Gino Severini

Cortona, 1883 – Paris, 1966

Born in Cortona in 1883, Severini moves then to Rome, where he attends drawing classes at the Libera Scuola del Nudo. Together with his friend Boccioni, they frequent Balla’s atelier, which initiates the two young artists to pointillist painting. In 1906 Severini goes to Paris, where he deepens his academic education through the study of Impressionist and post-Impressionist painting, starting, as a result, to create artworks influenced by pointillism.
In Paris he also encounters Picasso and Braque and, witness to the birth of the French Cubist movement, he remains influenced, but without ever losing his ties with Italy. It is in fact under the solicitation of Marinetti that in April 1910 Severini signs the Technical Manifesto of Futurist Painting with Balla, Boccioni, Carrà and Russolo.
Unlike other futurists, Severini is little attracted by the theme of the car and prefers to express the concept of speed and dynamism through the representation of the bustling nightlife of Parisians theatres and cafes from which he draws inspiration for his famous masterpieces like Ballerina blu, 1912, in which he conveys the vital and emotional charge of the dancing female figure.
Having played an important liaison function between Italian Futurism and French Cubism, in the Twenties he goes looking for a compositional balance, and thus sharing some of the ideals of the Novecento Group, which aims to recover the classical Renaissance tradition in painting.
In the same period, shaken by a serious crisis of faith, he devotes himself to sacred art, painting decorative cycles with frescoes and mosaic for some Swiss churches. Practicing at the same time as set designer, illustrator and writer, in the following decades Severini returns to the themes of the Futurist period, combining them with geometric abstraction instances.
After the war Severini is recognized as one of the most innovative Masters from the new generations. Alternating his residency between Rome and Paris, he dies in this city in 1966.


§ Task requirements
Your answer is to be the count alone: the number of lines in the data below where "hermano" appears.

(Data entries for graphics)

###

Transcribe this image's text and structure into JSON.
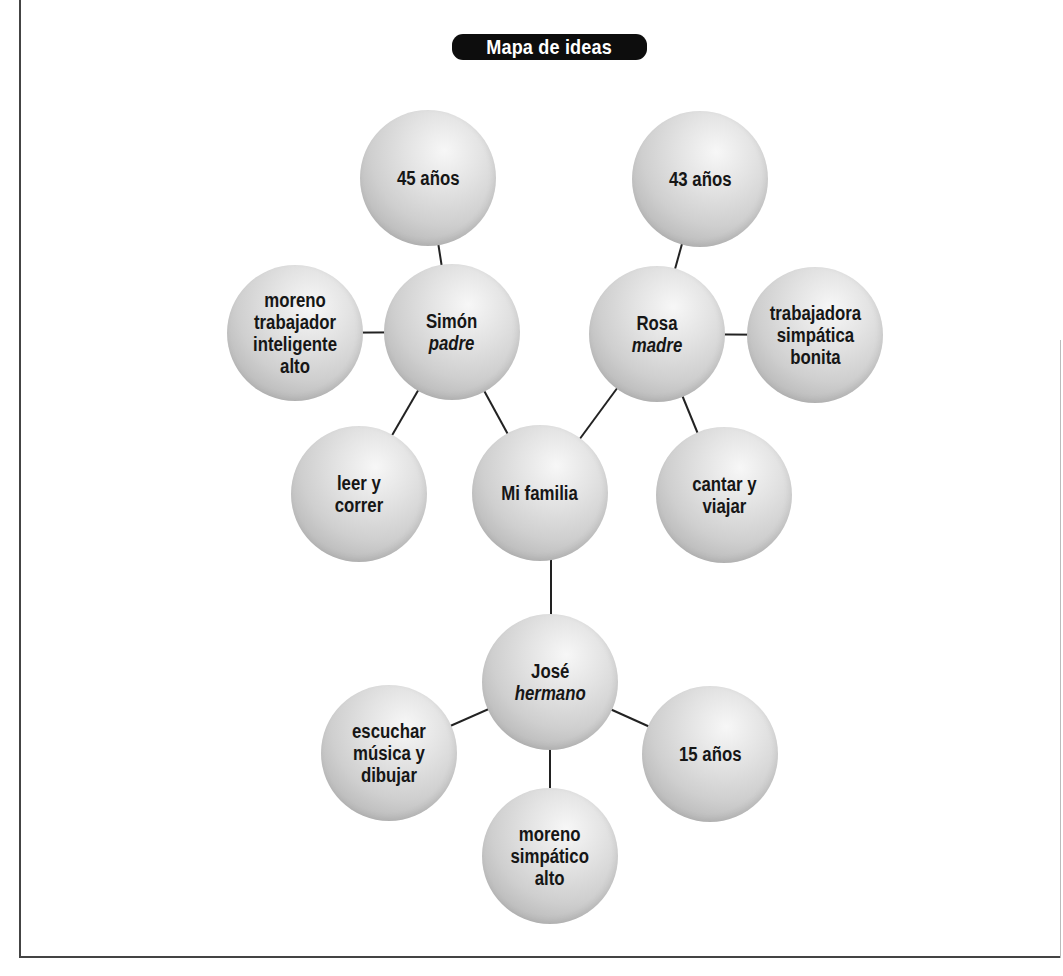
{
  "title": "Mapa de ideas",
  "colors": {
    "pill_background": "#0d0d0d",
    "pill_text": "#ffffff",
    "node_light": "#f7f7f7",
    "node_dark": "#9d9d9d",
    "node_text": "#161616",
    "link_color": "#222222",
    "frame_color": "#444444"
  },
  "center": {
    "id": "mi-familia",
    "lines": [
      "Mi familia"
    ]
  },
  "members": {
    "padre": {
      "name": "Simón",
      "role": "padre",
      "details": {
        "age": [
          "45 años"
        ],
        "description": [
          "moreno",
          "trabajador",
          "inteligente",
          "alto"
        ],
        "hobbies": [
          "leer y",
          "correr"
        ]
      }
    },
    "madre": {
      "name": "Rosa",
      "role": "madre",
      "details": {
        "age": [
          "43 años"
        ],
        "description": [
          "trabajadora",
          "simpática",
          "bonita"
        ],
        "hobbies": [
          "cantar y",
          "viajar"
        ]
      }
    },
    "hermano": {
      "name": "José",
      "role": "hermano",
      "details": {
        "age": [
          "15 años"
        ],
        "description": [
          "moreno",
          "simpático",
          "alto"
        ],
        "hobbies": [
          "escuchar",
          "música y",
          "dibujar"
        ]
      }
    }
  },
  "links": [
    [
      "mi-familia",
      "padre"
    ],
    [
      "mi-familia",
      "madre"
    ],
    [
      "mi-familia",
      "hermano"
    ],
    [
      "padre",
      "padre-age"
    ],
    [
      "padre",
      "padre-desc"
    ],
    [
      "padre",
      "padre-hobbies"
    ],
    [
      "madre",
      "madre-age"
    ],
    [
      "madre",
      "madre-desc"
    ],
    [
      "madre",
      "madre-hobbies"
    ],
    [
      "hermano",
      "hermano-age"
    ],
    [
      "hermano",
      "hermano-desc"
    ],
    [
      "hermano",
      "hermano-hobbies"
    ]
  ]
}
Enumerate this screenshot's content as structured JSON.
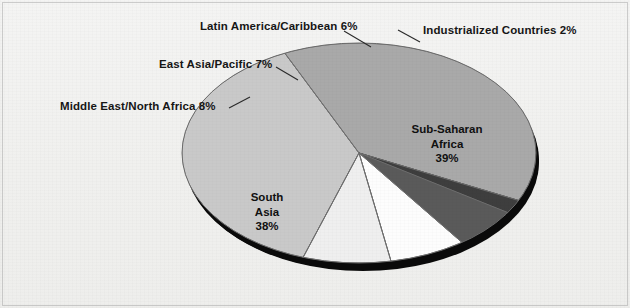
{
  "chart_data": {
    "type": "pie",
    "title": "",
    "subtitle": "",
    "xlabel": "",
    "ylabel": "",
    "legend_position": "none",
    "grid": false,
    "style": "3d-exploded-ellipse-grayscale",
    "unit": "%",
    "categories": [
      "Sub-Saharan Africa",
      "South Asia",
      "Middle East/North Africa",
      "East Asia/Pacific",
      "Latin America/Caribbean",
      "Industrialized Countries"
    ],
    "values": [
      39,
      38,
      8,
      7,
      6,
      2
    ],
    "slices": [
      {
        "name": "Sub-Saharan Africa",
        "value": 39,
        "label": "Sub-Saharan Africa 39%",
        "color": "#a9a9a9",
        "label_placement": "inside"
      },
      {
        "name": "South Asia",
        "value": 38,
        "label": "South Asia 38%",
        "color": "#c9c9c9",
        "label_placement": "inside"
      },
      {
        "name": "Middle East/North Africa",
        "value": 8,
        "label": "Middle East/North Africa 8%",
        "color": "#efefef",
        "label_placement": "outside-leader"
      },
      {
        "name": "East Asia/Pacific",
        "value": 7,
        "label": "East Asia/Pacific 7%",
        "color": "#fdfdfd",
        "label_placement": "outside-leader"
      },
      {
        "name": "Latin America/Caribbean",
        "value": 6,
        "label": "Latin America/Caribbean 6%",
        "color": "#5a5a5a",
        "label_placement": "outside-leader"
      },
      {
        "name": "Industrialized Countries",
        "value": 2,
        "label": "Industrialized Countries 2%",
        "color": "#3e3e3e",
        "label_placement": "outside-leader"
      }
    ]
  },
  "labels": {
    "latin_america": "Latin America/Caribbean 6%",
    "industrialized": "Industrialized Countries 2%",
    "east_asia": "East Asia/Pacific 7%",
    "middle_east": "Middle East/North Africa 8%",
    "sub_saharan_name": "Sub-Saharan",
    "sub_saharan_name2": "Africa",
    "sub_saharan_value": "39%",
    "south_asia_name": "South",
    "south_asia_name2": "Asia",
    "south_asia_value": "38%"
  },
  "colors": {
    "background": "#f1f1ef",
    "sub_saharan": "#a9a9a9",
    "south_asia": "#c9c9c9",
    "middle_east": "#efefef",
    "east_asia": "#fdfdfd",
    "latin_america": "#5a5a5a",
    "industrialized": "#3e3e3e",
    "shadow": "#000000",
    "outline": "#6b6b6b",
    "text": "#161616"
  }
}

###

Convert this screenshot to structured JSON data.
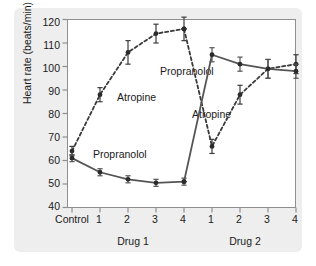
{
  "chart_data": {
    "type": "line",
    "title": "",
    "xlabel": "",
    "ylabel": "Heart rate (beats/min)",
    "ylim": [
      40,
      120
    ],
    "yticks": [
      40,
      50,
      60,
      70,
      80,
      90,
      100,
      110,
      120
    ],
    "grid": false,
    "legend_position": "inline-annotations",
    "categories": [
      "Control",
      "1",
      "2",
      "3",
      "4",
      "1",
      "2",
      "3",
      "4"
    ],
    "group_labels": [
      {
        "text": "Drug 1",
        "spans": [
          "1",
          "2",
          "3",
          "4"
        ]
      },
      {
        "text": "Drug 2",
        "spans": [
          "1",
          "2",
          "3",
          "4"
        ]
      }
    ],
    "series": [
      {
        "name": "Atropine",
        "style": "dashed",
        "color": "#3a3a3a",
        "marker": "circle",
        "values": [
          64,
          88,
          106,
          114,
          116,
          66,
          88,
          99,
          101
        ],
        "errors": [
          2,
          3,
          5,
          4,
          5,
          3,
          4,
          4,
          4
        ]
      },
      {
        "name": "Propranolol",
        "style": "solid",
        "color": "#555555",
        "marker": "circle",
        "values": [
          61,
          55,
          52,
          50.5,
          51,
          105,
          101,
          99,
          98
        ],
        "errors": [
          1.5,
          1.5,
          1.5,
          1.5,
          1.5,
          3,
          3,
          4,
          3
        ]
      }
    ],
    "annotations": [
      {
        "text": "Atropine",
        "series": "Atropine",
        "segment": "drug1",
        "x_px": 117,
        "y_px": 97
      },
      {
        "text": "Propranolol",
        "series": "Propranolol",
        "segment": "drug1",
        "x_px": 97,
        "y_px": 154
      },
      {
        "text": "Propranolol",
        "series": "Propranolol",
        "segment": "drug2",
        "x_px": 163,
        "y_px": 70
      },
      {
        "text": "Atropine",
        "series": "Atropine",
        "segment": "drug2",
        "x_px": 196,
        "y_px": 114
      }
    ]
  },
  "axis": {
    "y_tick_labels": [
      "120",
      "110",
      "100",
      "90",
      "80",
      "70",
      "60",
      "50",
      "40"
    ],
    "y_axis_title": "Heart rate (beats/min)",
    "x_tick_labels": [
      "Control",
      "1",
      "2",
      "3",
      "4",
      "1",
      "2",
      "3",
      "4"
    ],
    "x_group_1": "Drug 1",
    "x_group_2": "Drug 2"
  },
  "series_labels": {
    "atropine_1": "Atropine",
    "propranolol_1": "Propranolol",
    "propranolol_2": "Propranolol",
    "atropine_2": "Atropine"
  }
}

###

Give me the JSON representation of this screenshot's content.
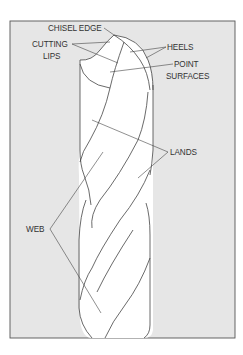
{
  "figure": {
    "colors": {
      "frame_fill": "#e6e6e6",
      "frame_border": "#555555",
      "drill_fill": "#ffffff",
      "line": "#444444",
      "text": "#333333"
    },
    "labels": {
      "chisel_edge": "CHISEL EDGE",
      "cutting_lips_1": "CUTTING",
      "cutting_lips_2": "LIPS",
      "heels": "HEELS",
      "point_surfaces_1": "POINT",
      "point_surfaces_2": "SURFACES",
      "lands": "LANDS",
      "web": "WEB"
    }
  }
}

###

§ Exercise response
9